JavaScript Curriculum
The Box Model
easyYour coffee shop cards look cramped — text touching the border, cards touching each other. The fix is one concept: the box model. Once you see it, you can't unsee it.
The Box Model
Every single element on a webpage — every <p>, every <div>, every <button> — is a rectangular box. Understanding this box, and how it's measured, unlocks all of CSS layout.
The Four Layers
A CSS box has four layers from outside in:
.box {
width: 120px; /* content width */
margin: 24px;
border: 4px solid #333;
padding: 16px;
/* total rendered width: 160px */
}box-sizing — The Most Important Reset
By default, CSS uses box-sizing: content-box — which means width only applies to the content area. Padding and border get added on top. This makes width calculations painful.
The fix: box-sizing: border-box — makes width include padding and border. The element stays exactly the size you declare.
width = content only. Padding + border added on top → element grows beyond 200px.
width = content + padding + border. Element stays exactly 200px wide — predictable.
Margin vs Padding — Know the Difference
The most common beginner confusion: when to use margin vs padding. One question settles it every time: is the space inside or outside the border?

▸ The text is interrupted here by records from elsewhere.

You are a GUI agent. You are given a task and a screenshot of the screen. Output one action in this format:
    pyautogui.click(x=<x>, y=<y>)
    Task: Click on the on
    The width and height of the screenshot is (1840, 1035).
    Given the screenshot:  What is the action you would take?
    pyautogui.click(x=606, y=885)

You want space BETWEEN two cards in a list
Your Challenge
Apply the box model to the coffee shop page — add proper padding inside cards, margin between them, and set up the border-box reset.
Challenge
Style the .card element with: 24px padding, a 2px solid border, 16px margin-bottom, border-radius of 8px, and set box-sizing: border-box on * so widths are predictable. Then give the body a max-width of 720px centered with margin: 0 auto.
The Box Model
easyYour coffee shop cards look cramped — text touching the border, cards touching each other. The fix is one concept: the box model. Once you see it, you can't unsee it.
The Box Model
Every single element on a webpage — every <p>, every <div>, every <button> — is a rectangular box. Understanding this box, and how it's measured, unlocks all of CSS layout.
The Four Layers
A CSS box has four layers from outside in:
.box {
width: 120px; /* content width */
margin: 24px;
border: 4px solid #333;
padding: 16px;
/* total rendered width: 160px */
}box-sizing — The Most Important Reset
By default, CSS uses box-sizing: content-box — which means width only applies to the content area. Padding and border get added on top. This makes width calculations painful.

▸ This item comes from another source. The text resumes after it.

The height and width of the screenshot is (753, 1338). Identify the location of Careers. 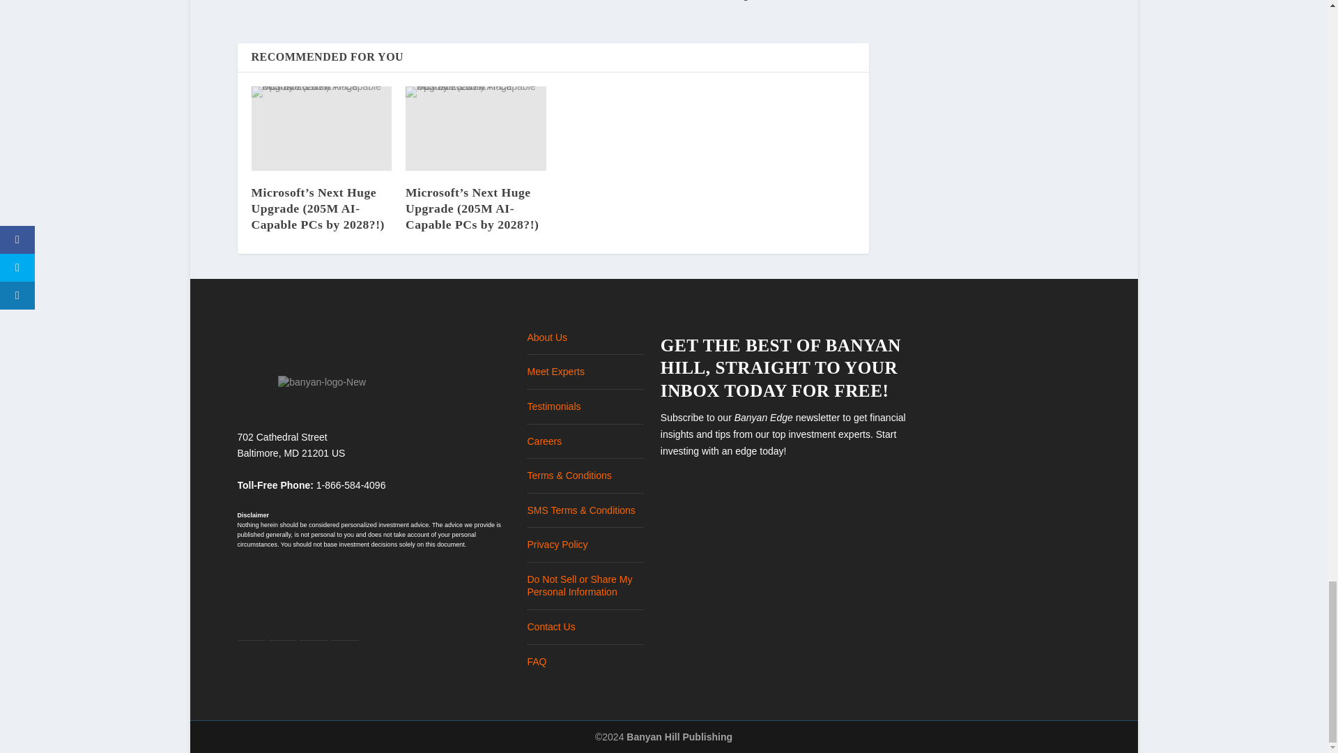
(544, 441).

The fix: box-sizing: border-box — makes width include padding and border. The element stays exactly the size you declare.
width = content only. Padding + border added on top → element grows beyond 200px.
width = content + padding + border. Element stays exactly 200px wide — predictable.
Margin vs Padding — Know the Difference
The most common beginner confusion: when to use margin vs padding. One question settles it every time: is the space inside or outside the border?
You want space BETWEEN two cards in a list
Your Challenge
Apply the box model to the coffee shop page — add proper padding inside cards, margin between them, and set up the border-box reset.
Challenge
Style the .card element with: 24px padding, a 2px solid border, 16px margin-bottom, border-radius of 8px, and set box-sizing: border-box on * so widths are predictable. Then give the body a max-width of 720px centered with margin: 0 auto.